Yes, it can be a risk. With any creative passion, there is a vicious side. Some people don’t have the tolerance for this. If you don’t want to market yourself, you have to pay someone to do it for you, and it doesn’t always work to hire someone.
For example, I worked with a pianist who stopped enjoying music once he made a career out of it. It is a valid decision to preserve your “sacred passion” rather than try to make your income from it. Know your motivation for doing something, and that can help you determine if you should make this a full-time career or not.
Can you give us an example of a client who learned how to make great decisions by working with you?
Yes. I run an intensive weekend workshop called Finding Your Calling: Making Connections Between Your Spirit and Your Work.

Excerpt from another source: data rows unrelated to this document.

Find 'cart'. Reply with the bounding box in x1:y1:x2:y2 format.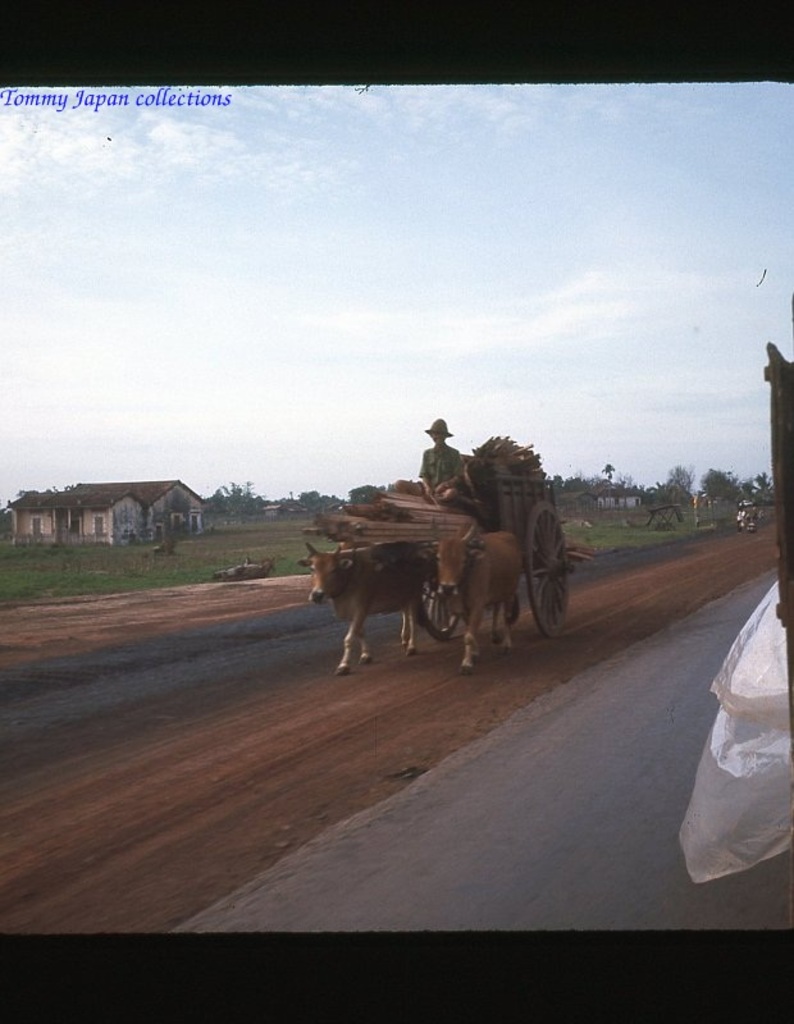
398:447:572:668.
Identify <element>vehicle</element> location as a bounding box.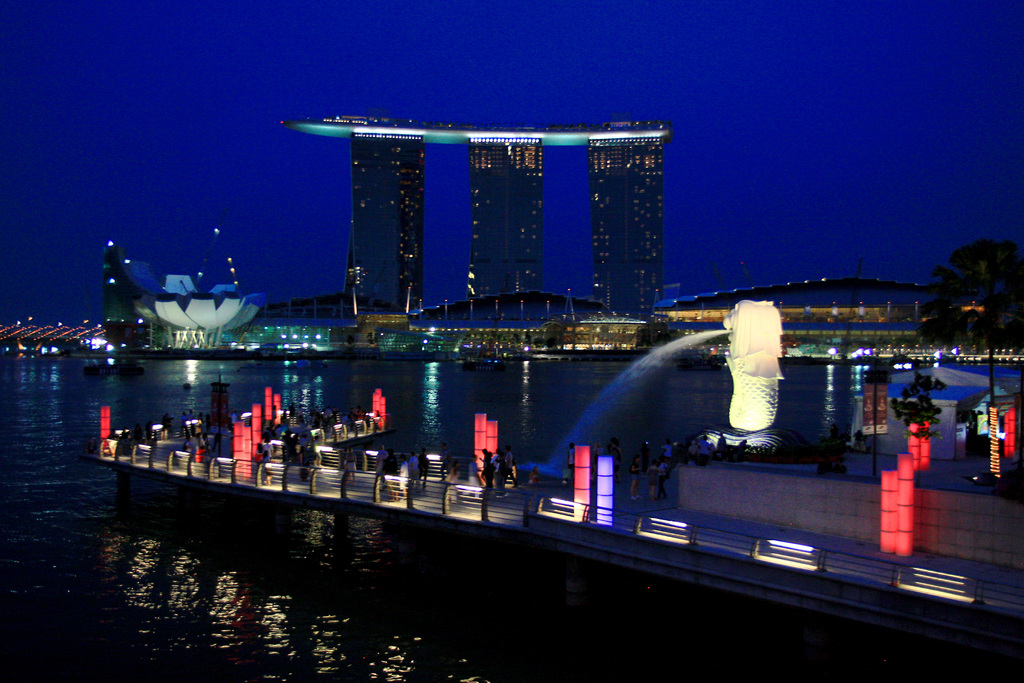
{"left": 463, "top": 341, "right": 542, "bottom": 368}.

At one of these workshops, a participant’s passion was education, but he wasn’t happy in his career as a Washington, DC, lobbyist. He quit his job to go live in a farmhouse in the country. After going through my workshop and looking at some tangible steps, he did his homework exploring the options in his area and he ended up getting a position as the director of development for a small private school about 30 minutes from him.
When someone isn’t happy, it could be because they need a new boss or job, not just a new career.
Any other career advice that you would like to share with readers?
I’m an ENFJ on the Myers-Briggs Type Indicator (MBTI). My primary expertise is connecting passion with something real in the world, and I work with creative entrepreneurs and people who haven’t yet identified their passions but are motivated to do so. To do this, I use concepts from David Allen’s Getting Things Done: The Art of Stress-Free Productivity and other productivity theories. But you can’t be productive until you know what’s important to you. That’s why I work so hard on both sides of that equation.
Ken Mattsson is a career and professional development consultant and the founder of Resonare Consulting. He specializes in the connection between what your spirit wants to do in the world, and how to marry that to the work that you do in order to support yourself. While he works with people in all fields, he has significant expertise in working with creative entrepreneurs and the LGBTQ+ community.